Pakdel v. City and County of San Francisco, No. 20-1212, 594U.S. ___ (2021): The Court summarily rejected the lower court's ruling that a plaintiff challenging a "regulatory taking" must exhaust administrative appeals before suing in federal court.
Wilkins v. United States, No. 21-1164, 598U.S. ___ (2023): The Court threw out a 12-year statute of limitations clause put in place by a lower court that restricted property owners Larry Wilkins and Jane Stanton from suing the federal government over a property rights dispute. Wilkins and Stanton will now be able to argue that the National Park Service unlawfully changed the easement of a road that ran through their property.[117]

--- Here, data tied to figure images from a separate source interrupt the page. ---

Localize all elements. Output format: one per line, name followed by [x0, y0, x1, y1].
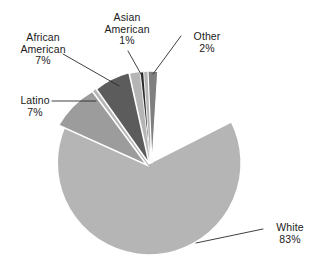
label-african-american-value: 7%: [6, 55, 80, 67]
pie-slices: [57, 71, 241, 255]
label-white-line1: White: [265, 222, 315, 234]
label-latino: Latino 7%: [6, 95, 64, 118]
label-other-line1: Other: [182, 31, 232, 43]
label-asian-american-value: 1%: [94, 35, 160, 47]
label-latino-value: 7%: [6, 107, 64, 119]
label-latino-line1: Latino: [6, 95, 64, 107]
label-asian-american: Asian American 1%: [94, 12, 160, 47]
label-african-american-line1: African: [6, 32, 80, 44]
label-white-value: 83%: [265, 234, 315, 246]
pie-chart-figure: African American 7% Asian American 1% Ot…: [0, 0, 320, 270]
label-white: White 83%: [265, 222, 315, 245]
label-asian-american-line1: Asian: [94, 12, 160, 24]
label-other: Other 2%: [182, 31, 232, 54]
label-other-value: 2%: [182, 43, 232, 55]
label-african-american: African American 7%: [6, 32, 80, 67]
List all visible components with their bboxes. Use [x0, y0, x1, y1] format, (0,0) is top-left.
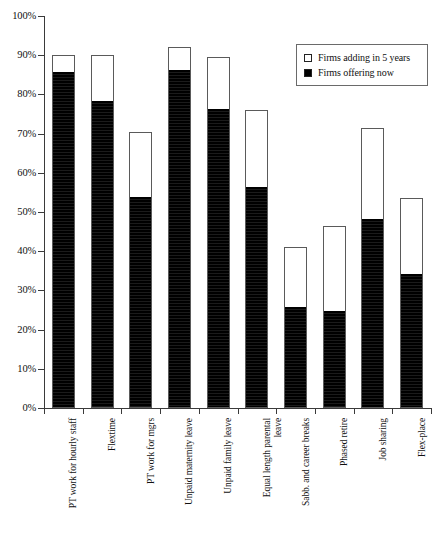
y-axis-tick-label: 30% — [0, 285, 36, 295]
x-axis-tick — [121, 408, 122, 414]
bar-stack — [400, 198, 423, 408]
x-axis-tick — [392, 408, 393, 414]
bar-segment-offering-now — [130, 197, 151, 407]
x-axis-category-label: PT work for mgrs — [146, 418, 160, 528]
legend-swatch-hollow-icon — [304, 54, 312, 62]
y-axis-tick-label-text: 30% — [2, 285, 36, 295]
y-axis-tick-label: 80% — [0, 89, 36, 99]
x-axis-tick — [431, 408, 432, 414]
y-axis-tick-label-text: 70% — [2, 129, 36, 139]
y-axis-tick-label-text: 90% — [2, 50, 36, 60]
y-axis-tick-label: 0% — [0, 403, 36, 413]
bar-segment-offering-now — [169, 70, 190, 407]
x-axis-category-label: PT work for hourly staff — [68, 418, 82, 528]
bar-segment-offering-now — [246, 187, 267, 407]
bar-segment-offering-now — [53, 72, 74, 407]
x-axis-tick — [199, 408, 200, 414]
bar-stack — [129, 132, 152, 408]
legend-item-offering: Firms offering now — [304, 65, 421, 80]
x-axis-category-label: Unpaid maternity leave — [184, 418, 198, 528]
bar-segment-offering-now — [401, 274, 422, 407]
x-axis-tick — [315, 408, 316, 414]
x-axis-category-label: Equal length parental leave — [262, 418, 276, 528]
y-axis-tick-label-text: 50% — [2, 207, 36, 217]
y-axis-tick-label: 70% — [0, 129, 36, 139]
y-axis-tick-label: 90% — [0, 50, 36, 60]
y-axis-tick-label-text: 60% — [2, 168, 36, 178]
bar-stack — [168, 47, 191, 408]
x-axis-tick — [238, 408, 239, 414]
bar-stack — [245, 110, 268, 408]
bar-segment-offering-now — [324, 311, 345, 407]
y-axis-tick-label: 10% — [0, 364, 36, 374]
y-axis-tick-label-text: 100% — [2, 11, 36, 21]
bar-segment-offering-now — [208, 109, 229, 407]
y-axis-tick-label: 50% — [0, 207, 36, 217]
x-axis-tick — [83, 408, 84, 414]
y-axis-tick-label-text: 10% — [2, 364, 36, 374]
bar-stack — [284, 247, 307, 408]
y-axis-tick-label-text: 20% — [2, 325, 36, 335]
y-axis-tick-label: 100% — [0, 11, 36, 21]
bar-stack — [323, 226, 346, 408]
y-axis-tick-label: 40% — [0, 246, 36, 256]
x-axis-tick — [276, 408, 277, 414]
chart-container: 0%10%20%30%40%50%60%70%80%90%100% PT wor… — [0, 0, 434, 534]
x-axis-tick — [44, 408, 45, 414]
bar-stack — [361, 128, 384, 408]
x-axis-category-label: Job sharing — [378, 418, 392, 528]
y-axis-tick-label-text: 80% — [2, 89, 36, 99]
bar-stack — [52, 55, 75, 408]
bar-segment-offering-now — [362, 219, 383, 407]
y-axis-tick-label-text: 40% — [2, 246, 36, 256]
y-axis-tick-label-text: 0% — [2, 403, 36, 413]
y-axis-tick-label: 20% — [0, 325, 36, 335]
x-axis-category-label: Sabb. and career breaks — [301, 418, 315, 528]
chart-legend: Firms adding in 5 years Firms offering n… — [296, 44, 428, 86]
bar-stack — [207, 57, 230, 408]
x-axis-category-label: Phased retire — [339, 418, 353, 528]
legend-label-adding: Firms adding in 5 years — [318, 52, 410, 63]
legend-label-offering: Firms offering now — [318, 67, 394, 78]
legend-item-adding: Firms adding in 5 years — [304, 50, 421, 65]
legend-swatch-filled-icon — [304, 69, 312, 77]
x-axis-category-label: Flex-place — [417, 418, 431, 528]
x-axis-category-label: Unpaid family leave — [223, 418, 237, 528]
x-axis-category-label: Flextime — [107, 418, 121, 528]
bar-stack — [91, 55, 114, 408]
x-axis-tick — [354, 408, 355, 414]
bar-segment-offering-now — [285, 307, 306, 407]
bar-segment-offering-now — [92, 101, 113, 407]
y-axis-tick-label: 60% — [0, 168, 36, 178]
x-axis-tick — [160, 408, 161, 414]
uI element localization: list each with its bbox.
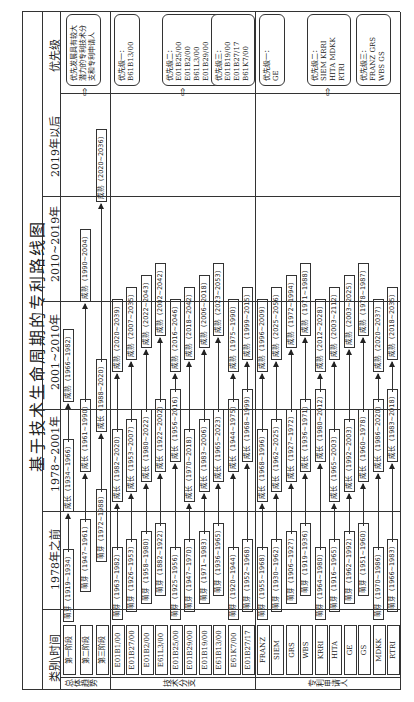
priority-arrow-icon: ⇨ — [80, 88, 90, 96]
row-label-branches: E01B2/00 — [141, 625, 154, 675]
row-label-branches: E01B1/00 — [112, 625, 125, 675]
stage-arrow — [291, 350, 292, 412]
row-label-applicants: KRRI — [315, 625, 328, 675]
section-label-branches: 技术分支 — [163, 678, 195, 689]
stage-box: 成长（1968~1996） — [257, 429, 268, 502]
row-label-applicants: RTRI — [387, 625, 400, 675]
stage-arrow — [233, 374, 234, 402]
stage-box: 成熟（1975~1990） — [228, 299, 239, 372]
stage-arrow — [305, 338, 306, 402]
patent-roadmap-diagram: 基于技术生命周期的专利路线图类别\时间1978年之前1978~2001年2001… — [0, 0, 414, 702]
stage-box: 成长（1980~2012） — [315, 389, 326, 462]
stage-box: 成长（1988~2020） — [96, 359, 107, 432]
section-label-applicants: 专利申请人 — [308, 678, 348, 689]
stage-box: 成长（1927~1972） — [286, 409, 297, 482]
stage-arrow — [175, 374, 176, 392]
stage-arrow — [276, 362, 277, 422]
priority-box-1: 优先级一： B61B13/00 — [114, 14, 140, 86]
stage-arrow — [349, 350, 350, 422]
stage-arrow — [218, 338, 219, 412]
row-label-applicants: GRS — [286, 625, 299, 675]
stage-box: 成长（1922~2002） — [155, 399, 166, 472]
stage-box: 成熟（2020~2039） — [112, 299, 123, 372]
section-label-overall: 总体趋势 — [65, 678, 97, 689]
stage-box: 萌芽（1952~1968） — [242, 539, 253, 612]
stage-box: 成熟（2016~2046） — [170, 299, 181, 372]
stage-box: 成熟（2022~2043） — [141, 275, 152, 348]
stage-box: 成长（1962~2025） — [271, 419, 282, 492]
stage-box: 成长（1992~2003） — [344, 419, 355, 492]
row-label-branches: E01B19/00 — [199, 625, 212, 675]
row-label-branches: E61K7/00 — [228, 625, 241, 675]
stage-box: 成长（1961~1990） — [80, 399, 91, 472]
stage-box: 成长（1934~1966） — [63, 439, 74, 512]
stage-box: 萌芽（1906~1927） — [286, 531, 297, 604]
stage-box: 成熟（1971~1988） — [300, 263, 311, 336]
priority-arrow-icon: ⇨ — [178, 88, 188, 96]
stage-box: 成长（1968~1999） — [242, 389, 253, 462]
stage-arrow — [146, 484, 147, 534]
stage-arrow — [247, 362, 248, 392]
priority-box-2: 优先级二： SIEM KRRI HITA MDKK RTRI — [307, 14, 351, 86]
stage-box: 成熟（2020~2037） — [373, 299, 384, 372]
stage-box: 萌芽（1916~1965） — [329, 539, 340, 612]
stage-box: 萌芽（1919~1936） — [300, 523, 311, 596]
stage-box: 萌芽（1947~1970） — [184, 539, 195, 612]
stage-arrow — [378, 374, 379, 402]
stage-box: 成熟（2023~2053） — [213, 263, 224, 336]
stage-box: 成长（1983~2018） — [387, 389, 398, 462]
row-label-branches: E01B27/00 — [126, 625, 139, 675]
stage-box: 成熟（1966~1982） — [63, 329, 74, 402]
stage-box: 萌芽（1951~1960） — [358, 523, 369, 596]
stage-box: 成长（1956~2016） — [170, 389, 181, 462]
stage-arrow — [349, 494, 350, 534]
stage-box: 萌芽（1962~1992） — [344, 531, 355, 604]
stage-arrow — [320, 374, 321, 392]
stage-arrow — [262, 374, 263, 432]
priority-arrow-icon: ⇨ — [323, 88, 333, 96]
stage-box: 成长（1965~2023） — [213, 409, 224, 482]
stage-arrow — [392, 464, 393, 542]
stage-arrow — [305, 474, 306, 526]
stage-box: 成熟（2012~2028） — [315, 299, 326, 372]
stage-arrow — [291, 484, 292, 534]
period-divider — [42, 409, 400, 410]
stage-box: 成长（1982~2020） — [112, 429, 123, 502]
period-divider — [42, 511, 400, 512]
stage-arrow — [85, 304, 86, 402]
row-label-branches: E61B13/00 — [213, 625, 226, 675]
row-label-branches: E61L3/00 — [155, 625, 168, 675]
stage-arrow — [233, 474, 234, 550]
stage-arrow — [378, 474, 379, 550]
priority-box-1: 优先级一： GE — [259, 14, 285, 86]
row-label-applicants: HITA — [329, 625, 342, 675]
stage-box: 成熟（1972~1994） — [286, 275, 297, 348]
stage-arrow — [204, 494, 205, 534]
stage-box: 成熟（1978~1987） — [358, 263, 369, 336]
frame-top — [22, 12, 23, 690]
stage-box: 成熟（1990~2004） — [80, 229, 91, 302]
stage-arrow — [247, 464, 248, 542]
stage-box: 成长（1936~1971） — [300, 399, 311, 472]
period-divider — [42, 609, 400, 610]
stage-box: 萌芽（1958~1980） — [141, 531, 152, 604]
priority-box: 优先发展具有较大潜力的专利技术分支和专利申请人 — [66, 14, 101, 86]
frame-bottom — [400, 12, 401, 690]
stage-box: 萌芽（1966~1983） — [387, 539, 398, 612]
stage-box: 成熟（2002~2042） — [155, 263, 166, 336]
stage-box: 成长（1960~1978） — [358, 409, 369, 482]
frame-right — [22, 11, 400, 12]
stage-arrow — [392, 362, 393, 392]
stage-box: 成熟（2003~2112） — [329, 287, 340, 360]
stage-box: 成熟（2025~2056） — [271, 287, 282, 360]
stage-box: 成熟（2003~2025） — [344, 275, 355, 348]
stage-box: 成长（1986~2020） — [373, 399, 384, 472]
stage-box: 萌芽（1930~1962） — [271, 539, 282, 612]
row-label-branches: E01B29/00 — [184, 625, 197, 675]
row-label-applicants: MDKK — [373, 625, 386, 675]
stage-arrow — [276, 494, 277, 542]
row-label-applicants: GE — [344, 625, 357, 675]
stage-box: 萌芽（1882~1922） — [155, 523, 166, 596]
stage-arrow — [131, 362, 132, 422]
period-divider — [42, 301, 400, 302]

Tyler v. Hennepin County, No. 22-166, 598U.S. ___ (2023) The Court ruled the practice known as "home equity theft" to be unconstitutional. In the ruling, the court made it clear that, though the county has the right to sell property in order to recoup taxes and fines, it does not have the right to keep more than it is owed.[118]
Sackett v. Environmental Protection Agency II, No. 21-454, 598U.S. ___ (2023): The Court ruled to restore limits on the Clean Waters Act powers by clarifying the term "navigable waters", specifically wetlands and streams that do not have a continuous surface connection with navigable waters. This ruling will significantly reduce the amount of land that comes under federal jurisdiction.[119]
^ abcZumbrun, Ronald A. (2004). "Life, Liberty, and Property Rights," in Bringing Justice to the People: The Story of the Freedom-Based Public Interest Law Movement (Lee Edwards, ed.). Washington, DC: Heritage Books, ISBN0974366528, pp. 41–44
^Weinstein, Henry (June 1979). "Defending What? The Corporation's Public Interest". Juris Doctor: 39.
^Southworth, Ann (2008). Lawyers of the Right: Professionalizing the Conservative Coalition. University of Chicago Press (published January 26, 2009). p. 193. ISBN978-0226768335.
^See Hi-Voltage Wire Works v. San Jose (2000), 24 Cal.4th 537, 12 P.3d 1068, 101 Cal.Rptr.2d 653, No. S080318, November 30, 2000; Coral Construction v. City and County of San Francisco, S152934 (August 2, 2010).